The Importance of Clean Soil in Producing Clean Water
“No clean soil, no clean water… No clean water, no clean soil.” – Hendrikus Schraven
We’ve been drinking the same water since the dawn of time on planet Earth. No matter where you get your water, at some point in its journey that water has been filtered by soil.
It’s the original form of recycling. It rains or snows. That precipitation soaks into the ground where it’s either taken up by plants or flows onward to streams, lakes and the sea. It may also become groundwater, stored underground for centuries. Part of this process involves the ground itself acting as a filter. As the water moves through the various layers of soil, gravel and sand and its microbiology, it is cleaned by the soil. During that process, the water also helps restore soil to a neutral pH. But the system is breaking.
As surface water travels, it picks up whatever it flows through. This includes sediments, nutrients and contaminants. Likewise this water can bring pollutants down from the air. When this water enters healthy soil, the natural filtering system works at pulling these items from the water. However, increased contamination, pollution and sedimentation, along with the decline in healthy soils contribute to an overburdened and ineffective natural filtering system: too many contaminants and too little healthy soil.
Water that falls through air choked with industrial wastes is known commonly as acid rain. In turn, water flows over farmlands made toxic by chemical pesticides. Both these have the effect of leeching the soil of nutrients. Worse yet, such contaminated rainfall fails to neutralize the soil, and acidic soil fails to filtrate the water.
Interrupting the Flow
As urban areas have expanded, we’ve lost forests, wetlands, and undisturbed soils capable of managing stormwater naturally. Water that moves through a city picks up things like deodorants, drugs, paint, pesticides and pet waste; these pollutants are then deposited in the watershed. This take-up actually happens more efficiently in a city because the water picks up more speed running over cement surfaces than falling to a forest floor.
It’s not possible to produce healthy plant material and support a healthy biology without clean soil. Contaminated soil also affects its ability to produce healthy plant material, and support a healthy biology. With a population expected to boom to some 9 billion people by 2050, maintaining the health of our soils is more important than ever before.
Adding organic compost and nutrients back to your soil will immediately improve its structure in several ways. It will reintroduce nutrients your plants (and you) need. It will increase the amount of water your soil can hold, meaning less watering. And organic compost can even decrease contaminants in the soil by diluting them out. Even contaminants such as lead become less hazardous when compost is added to the soil. And ultimately, any water that falls on your remediated soil will make its way through the great recycling bin known as Earth, and we’ll all be that much healthier for it.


**EXERCISE DETAILS**
Pictures stay out of the copy. Transcribe exactly, and only, the line with "Click and drag" through the last line of the entries below.

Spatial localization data
-.-.-
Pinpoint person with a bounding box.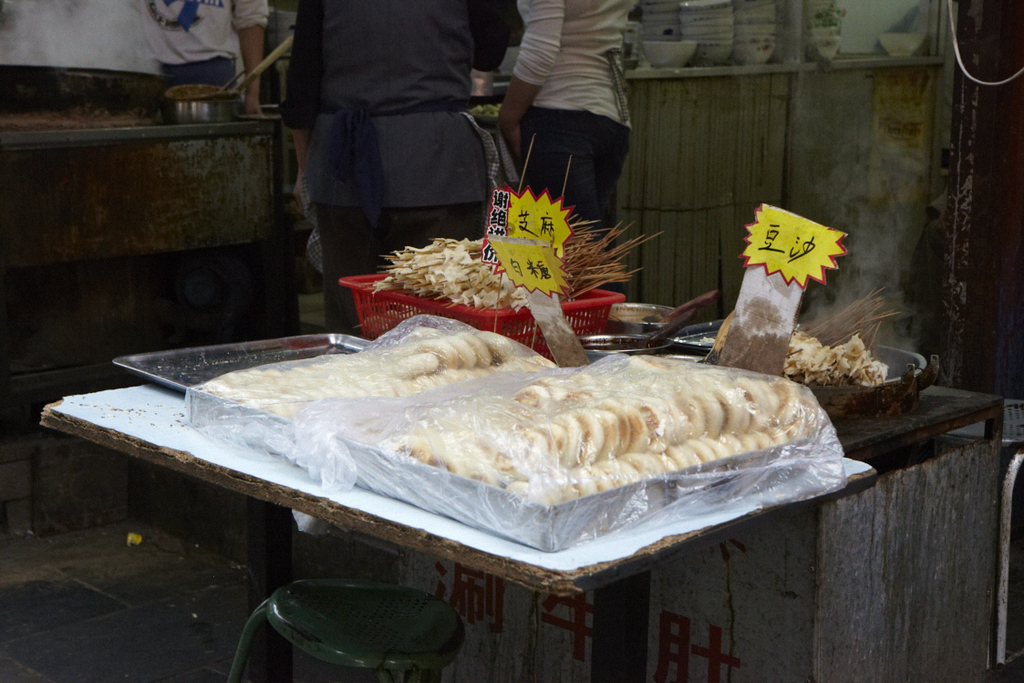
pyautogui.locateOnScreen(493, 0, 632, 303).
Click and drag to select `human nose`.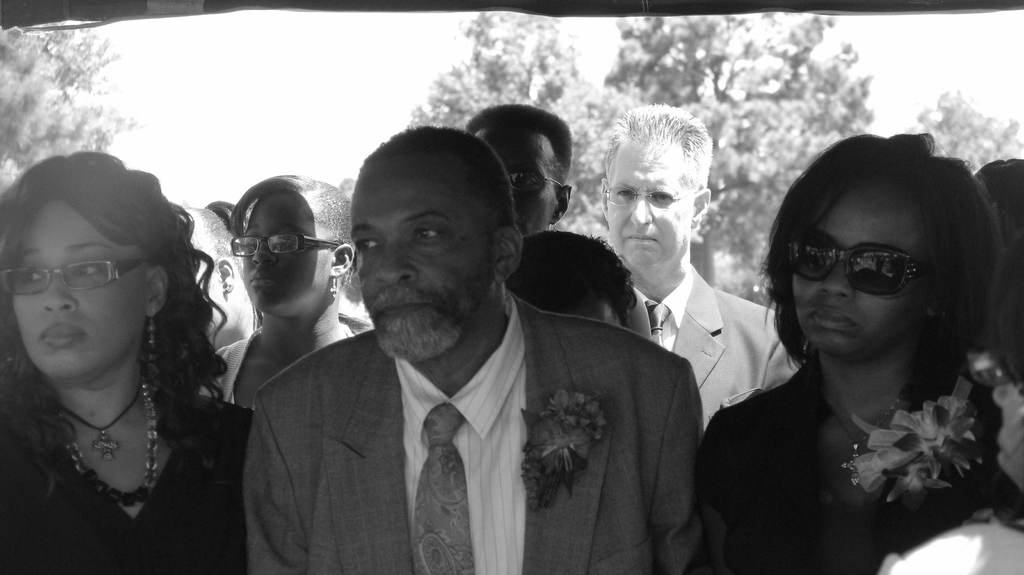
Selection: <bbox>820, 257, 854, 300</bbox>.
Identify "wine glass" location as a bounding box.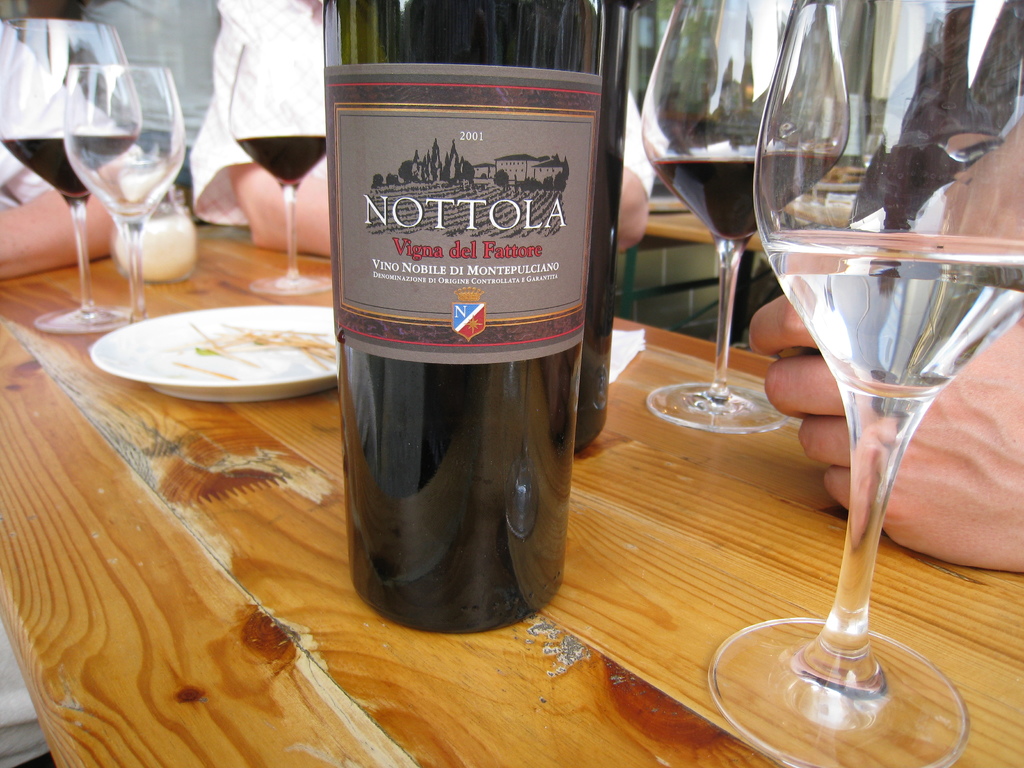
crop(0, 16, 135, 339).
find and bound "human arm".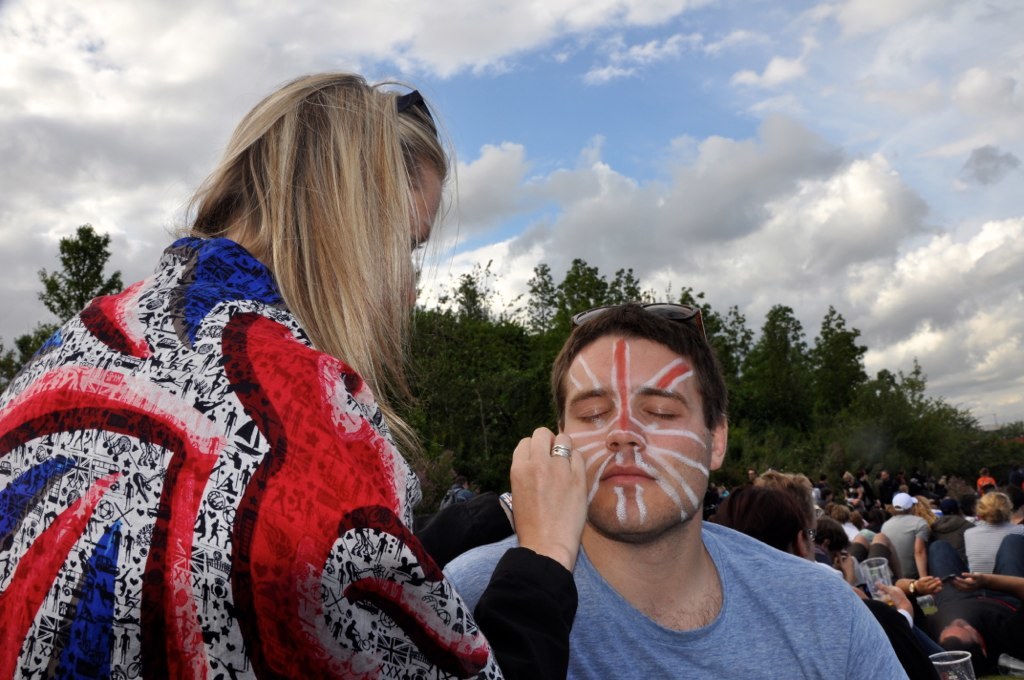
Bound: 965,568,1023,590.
-.-.-
**TASK ANSWER**
Click and drag to select `human nose`.
Selection: <bbox>820, 257, 854, 300</bbox>.
Identify "wine glass" location as a bounding box.
crop(0, 16, 135, 339).
find and bound "human arm".
Bound: 965,568,1023,590.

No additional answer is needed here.